The Torre de El Encinal is located on the outskirts of the town of Nanclares de la Oca. The Carlist Wars, III Carlist War (1875), have left the remains of three towers in their path through Iruña de Oca that, located on two heights, have guarded this strategic point for years.
The Elizabethan troops built them to maintain communication by road, due to the harassment that the Carlists carried out on their convoys, within a line of government fortifications that secured the Miranda de Ebro-Vitoria route from the Carlist attacks. It was abandoned shortly after, at the end of the war in February 1876 and its ruin began, until it was restored at the end of the 20th century.
It is located on the Encinal hill immediately to the town, it controls the accesses from the southern slope of the Sierra de Badaya. With identical structure to the Torre de Almoreta, it has a floor area of about 94 m² and, after the restoration of the facade throughout 1997, it was inaugurated in July of that same year as an exhibition hall.

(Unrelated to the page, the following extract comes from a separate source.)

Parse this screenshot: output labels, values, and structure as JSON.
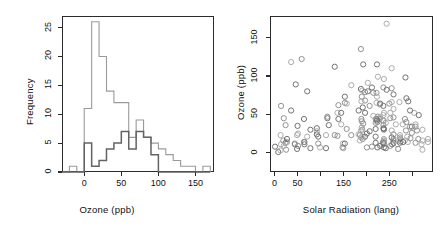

The tower is quadrangular, and has chamfered corners. Outwardly it has a compact shape, two heights and with a crenellated crown. On the ground floor there is a loophole on each corner, five loopholes on three of the facades and a door with two loopholes on each side on the fourth side. On the upper floor there are five loopholes on three of the facades and on the fourth a central French door, flanked by a loophole on each side, in addition to one on each corner. It presents a very good state of conservation, having been recently restored.